Connecticut Home Prices Remain 17% Below July 2006 Peak

(Bloomberg) -- Home prices in 10 U.S. states are still valued below the peaks reached before the Great Recession, according to a new report by CoreLogic, a real estate analytics company.

Connecticut leads all states with a 17% equity decrease since its July 2006 price peak, CoreLogic said in a report released Tuesday. It’s followed by Maryland and Nevada, where home values are both down more than 10% from their 2006 peak levels, the report said.

On a national level, prices increased 3.7% in November from a year earlier and are expected to increase an additional 5.3% over the next year. Connecticut, where home prices fell 0.1% in November, was the only state to post an annual decline.

“The decline in mortgage rates, down more than 1 percentage point for fixed-rate loans from November 2018, has supported a rise in sales activity and home prices,” said Frank Nothaft, chief economist at CoreLogic.

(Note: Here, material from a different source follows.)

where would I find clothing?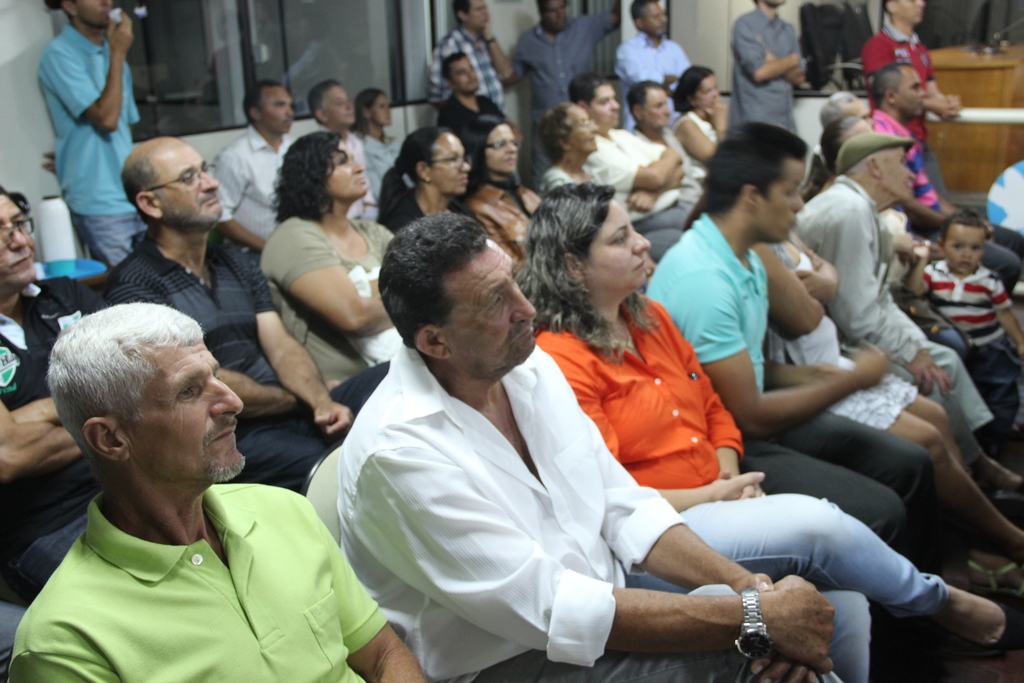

Connecticut Home Prices Remain 17% Below July 2006 Peak

At a more granular level, average home prices in more than a dozen large metro areas remained below their 2006 peaks. In November, single-family home prices in Las Vegas were 15.2% below peak. Prices in Washington D.C. were 3.2% below and even metros which have seen robust home price gains in recent years, such as San Jose and San Francisco, remain 6.1% and 2.5% below peak, respectively.